One critical thing to know about SaaS is that a department is shifting storage for its data from local servers to an SaaS vendor’s database servers. Thus, it is critical that when a department negotiates its SaaS contracts it ensures that its service level agreement (SLA) with its SaaS vendor clearly states:

  • The department still owns its data and all the rights to that data.
  • The vendor agrees to share the department’s data with other SaaS vendors of the department’s choice.
  • The vendor agrees to share the department’s data via processes and methods that the department specifies.
  • The vendor will not sell the department’s data to anyone without the department’s written consent.
  • The vendor will back up the department’s data in multiple locations to ensure it is never lost as a result of a catastrophe.

These are critical terms to include in an SLA with any SaaS provider that should not be negotiable. If an SaaS vendor will not agree to these terms, a department should eliminate it from consideration. There is no reason any SaaS vendor should hold data hostage and prevent a fire department from sharing and using its data as it sees fit. Any vendor that will not readily agree to these terms does not have a fire department’s best interests at heart.

A good SaaS vendor should not only agree to share a department’s data with any other SaaS vendor of its choice but should have an application programming interface (API) to facilitate this sharing. An API allows any vendor to access the data hosted by the fire department’s SaaS vendor. The hosting vendor simply supplies the other vendor with the API credentials and instructions, and data can flow freely and securely between any two SaaS vendors. Target Solutions and Safety Pad are examples of SaaS fire service vendors providing an API to their customers to facilitate data sharing. Fire chiefs should push all software vendors to move toward SaaS solutions with an open API to facilitate data sharing between all their SaaS systems.

Additional Considerations

Making sure SaaS vendors are going to protect and share data is the most important consideration when evaluating them. However, there are several other considerations. If the SaaS solution is mission-critical to operations, then the SaaS vendor must be able to demonstrate multiple redundant systems that ensure a mission-critical SaaS solution is online 100 percent of the time. Departments should require their mission-critical SaaS vendors to provide documentation of their redundant systems, and third-party auditors should verify the documentation is accurate. Acceptable redundant systems would be replicated in real-time to multiple disparate locations so that a major catastrophe in one location does not bring down a department’s systems.
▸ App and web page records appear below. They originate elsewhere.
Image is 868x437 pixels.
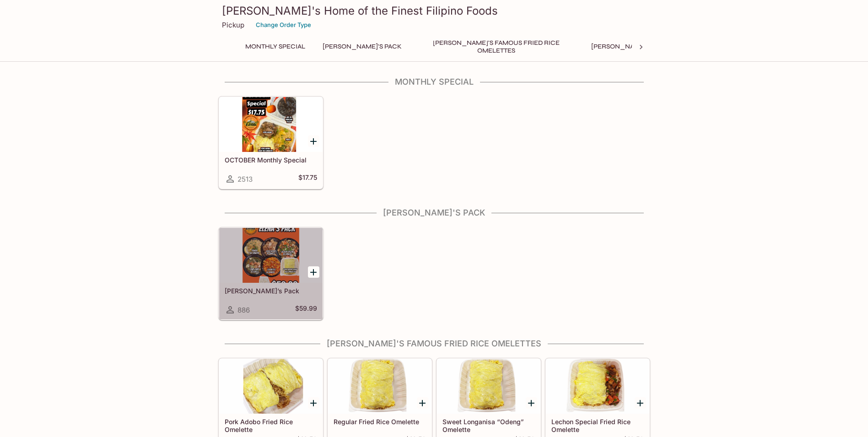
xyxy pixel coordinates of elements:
[225,418,318,434] h5: Pork Adobo Fried Rice Omelette
[238,175,252,184] span: 2513
[222,3,647,18] h3: [PERSON_NAME]'s Home of the Finest Filipino Foods
[219,96,323,189] a: OCTOBER Monthly Special2513$17.75
[295,305,318,316] h5: $59.99
[308,135,320,147] button: Add OCTOBER Monthly Special
[308,397,320,409] button: Add Pork Adobo Fried Rice Omelette
[219,228,322,283] div: Elena’s Pack
[238,306,250,315] span: 886
[218,339,650,349] h4: [PERSON_NAME]'s Famous Fried Rice Omelettes
[218,208,650,218] h4: [PERSON_NAME]'s Pack
[222,21,245,29] p: Pickup
[298,173,318,185] h5: $17.75
[219,97,322,152] div: OCTOBER Monthly Special
[219,359,322,414] div: Pork Adobo Fried Rice Omelette
[218,77,650,87] h4: Monthly Special
[328,359,432,414] div: Regular Fried Rice Omelette
[333,418,426,426] h5: Regular Fried Rice Omelette
[417,397,428,409] button: Add Regular Fried Rice Omelette
[225,156,318,164] h5: OCTOBER Monthly Special
[546,359,650,414] div: Lechon Special Fried Rice Omelette
[442,418,535,434] h5: Sweet Longanisa “Odeng” Omelette
[437,359,541,414] div: Sweet Longanisa “Odeng” Omelette
[252,18,315,32] button: Change Order Type
[587,40,703,53] button: [PERSON_NAME]'s Mixed Plates
[526,397,537,409] button: Add Sweet Longanisa “Odeng” Omelette
[552,418,644,434] h5: Lechon Special Fried Rice Omelette
[318,40,407,53] button: [PERSON_NAME]'s Pack
[635,397,646,409] button: Add Lechon Special Fried Rice Omelette
[414,40,579,53] button: [PERSON_NAME]'s Famous Fried Rice Omelettes
[241,40,311,53] button: Monthly Special
[219,228,323,320] a: [PERSON_NAME]’s Pack886$59.99
[308,266,320,278] button: Add Elena’s Pack
[225,287,318,295] h5: [PERSON_NAME]’s Pack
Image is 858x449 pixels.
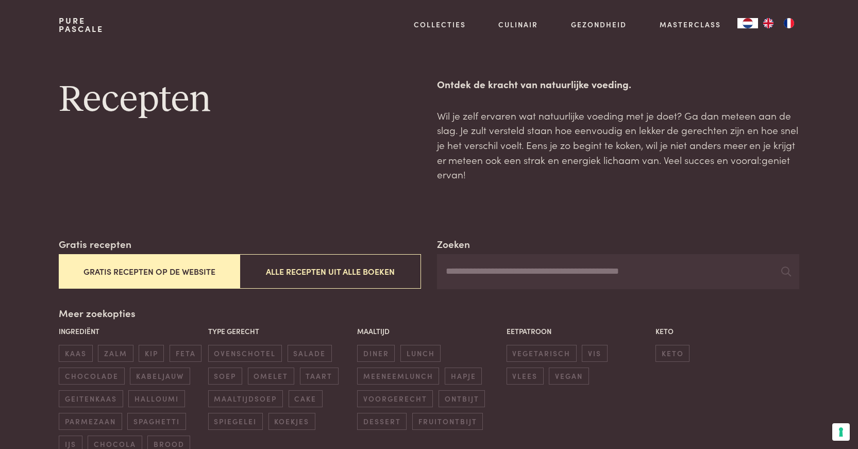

Also, SaaS vendors should have their servers running in Level 4 data centers to help ensure uptime. Level 4 data centers are the highest level of redundancy with no single point of failure, and departments should consider nothing less for their mission-critical SaaS solutions.

Peace of Mind

Given the above considerations and the growing challenge for fire chiefs to manage IT departments, there is one more significant advantage to SaaS solutions-peace of mind. This peace of mind comes from the fact that if a department embraces SaaS, it has offloaded its IT department to its SaaS vendors. A fire chief no longer has to be a fire chief and an IT chief. SaaS vendors are in the IT business and thus are able to hire top-notch IT talent and purchase all the critical systems-Level 4 data centers, servers, backup devices, and so on-to efficiently and effectively deliver SaaS software. The bottom line is that by embracing SaaS, a fire department gets out of the IT business!

The Future

SaaS is the future of all software, and whether it’s three years from now, five years from now, or 10 years from now, fire departments will be completely run by SaaS software solutions. The faster departments embrace SaaS, the sooner they will slash their IT budgets, simplify their IT requirements, and let fire chiefs get back to being fire chiefs instead of IT chiefs.


PAUL GRAEVE is the founder of VineLight Business Intelligence. He has more than 12 years of experience designing and implementing business intelligence systems in numerous industries.